#### WORK TASK:
Please print exactly the lines from the one containing "This screenshot has width=362, height=644." through the last line of the records, and only those. Leave out any pictures.

Segment Open

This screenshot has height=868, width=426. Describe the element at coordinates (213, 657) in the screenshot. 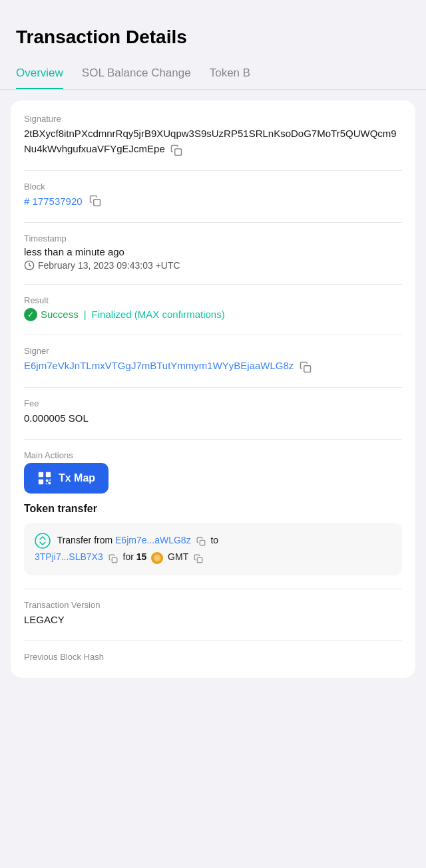

I see `prev-block-hash-field: Previous Block Hash` at that location.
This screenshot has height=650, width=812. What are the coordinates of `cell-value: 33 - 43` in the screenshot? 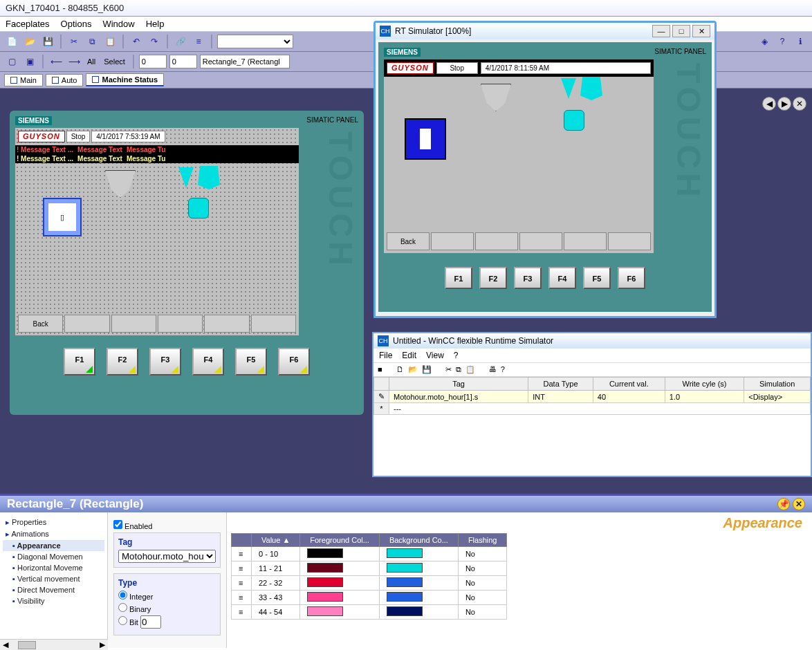 It's located at (276, 597).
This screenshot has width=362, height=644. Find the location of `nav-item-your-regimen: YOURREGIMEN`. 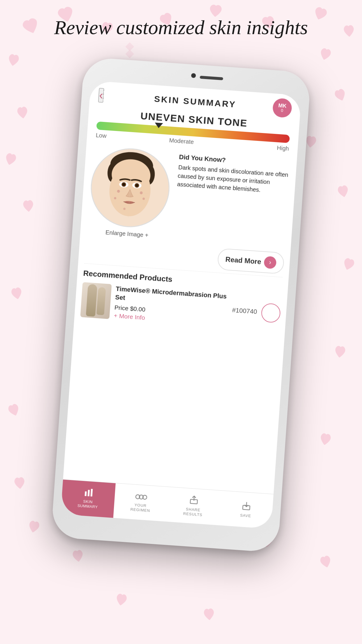

nav-item-your-regimen: YOURREGIMEN is located at coordinates (140, 502).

Segment Closed

#### EXERCISE SOLUTION:
This screenshot has width=362, height=644. Find the location of `nav-item-your-regimen: YOURREGIMEN`. 

nav-item-your-regimen: YOURREGIMEN is located at coordinates (140, 502).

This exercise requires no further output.